Some slaveholders in southwestern Missouri abandoned their homesteads during the war in the face of threats, raids, and destruction, but Moses would not be frightened off his property. After decades of work, he had built one of the most valuable farms in town, with a hundred acres under cultivation, an orchard, beehives, and a range of livestock. Though others might buckle under the pressure, Moses Carver was a stubborn man when he believed he was right.
Stories vary as to how many times the Carver farm was raided. There is one account that robbers came demanding money, which Carver refused. They ordered him to reveal where his savings were hidden. When he still said nothing, they hung him by his thumbs and burned his feet with hot coals. Stubborn Moses remained silent until the raiders finally gave up.
Either then or during another raid, invaders made off with property far more valuable to the Carvers than buried cash. One bitter cold November day Moses was working in the field and had Jim with him, while Mary was in her cabin with George. Seeing the attackers ride up, Moses and Jim hid from them, but Mary and George were kidnapped.

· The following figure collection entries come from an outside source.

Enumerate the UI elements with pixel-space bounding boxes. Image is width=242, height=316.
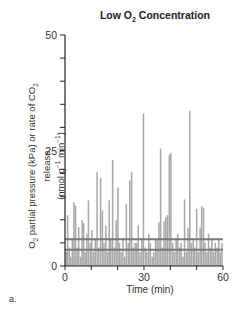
data-bar [126,204,128,266]
data-bar [156,240,158,266]
data-bar [141,238,143,266]
data-bar [175,238,177,266]
data-bar [218,238,220,266]
data-bar [115,220,117,266]
data-bar [158,222,160,266]
data-bar [72,238,74,266]
chart-title: Low O2 Concentration [80,9,230,23]
data-bar [85,252,87,266]
data-bar [160,149,162,266]
data-bar [172,243,174,266]
data-bar [220,252,222,266]
data-bar [108,200,110,266]
data-bar [88,200,90,266]
data-bar [134,243,136,266]
data-bar [189,111,191,266]
data-bar [107,252,109,266]
data-bar [90,243,92,266]
data-bar [96,172,98,266]
data-bar [165,217,167,266]
data-bar [103,243,105,266]
data-bar [127,243,129,266]
data-bar [100,178,102,266]
x-tick-label: 0 [62,271,68,283]
data-bar [105,225,107,266]
x-tick-label: 30 [138,271,150,283]
data-bar [191,243,193,266]
data-bar [163,221,165,266]
data-bar [91,230,93,266]
data-bar [197,252,199,266]
data-bar [110,238,112,266]
y-axis-label: O2 partial pressure (kPa) or rate of CO2… [26,76,66,256]
data-bar [80,257,82,266]
data-bar [143,114,145,266]
data-bar [153,252,155,266]
data-bar [184,199,186,266]
data-bar [117,187,119,266]
co2-release-series [66,111,223,266]
data-bar [131,172,133,266]
data-bar [75,205,77,266]
data-bar [146,252,148,266]
data-bar [136,243,138,266]
data-bar [137,225,139,266]
data-bar [124,257,126,266]
data-bar [150,243,152,266]
data-bar [93,252,95,266]
data-bar [211,238,213,266]
data-bar [129,181,131,266]
data-bar [206,252,208,266]
data-bar [70,257,72,266]
data-bar [120,252,122,266]
data-bar [182,257,184,266]
data-bar [192,238,194,266]
data-bar [151,257,153,266]
data-bar [139,252,141,266]
data-bar [67,215,69,266]
data-bar [119,243,121,266]
y-tick-label: 50 [45,29,57,41]
data-bar [215,243,217,266]
data-bar [78,227,80,266]
data-bar [186,252,188,266]
x-axis-label: Time (min) [110,284,190,295]
data-bar [213,252,215,266]
data-bar [95,238,97,266]
data-bar [83,223,85,266]
data-bar [155,238,157,266]
data-bar [201,206,203,266]
data-bar [122,238,124,266]
data-bar [203,208,205,266]
x-tick-label: 60 [217,271,229,283]
data-bar [174,252,176,266]
panel-label: a. [9,294,17,304]
data-bar [204,243,206,266]
data-bar [180,243,182,266]
data-bar [81,220,83,266]
data-bar [196,209,198,266]
data-bar [167,215,169,266]
data-bar [73,202,75,266]
data-bar [199,228,201,266]
data-bar [187,228,189,266]
y-tick-label: 0 [51,260,57,272]
data-bar [221,243,223,266]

The men may have been traders or bounty hunters planning to sell captured slaves in Arkansas. As soon as they left, Moses started planning to rescue Mary and her boy, but he had no idea where to look first. His neighbor, Sergeant John Bentley, was a Union scout who knew the shadowy world of bushwhackers and vigilantes in the region and agreed to help. Moses promised a racehorse and forty acres of land for the return of his property. Riding through the night, Sergeant Bentley and his search party found George alone in an abandoned cabin. Bentley instructed the others to continue the chase, then carried the boy home and laid him in the crib with his own son for the night. The next day Bentley returned George to the Carvers and reported there was no sign of Mary. Georges mother was never heard from again. Since the sergeant had found one slave but not the other, Moses gave him part of the reward: a fine horse valued at three hundred dollars.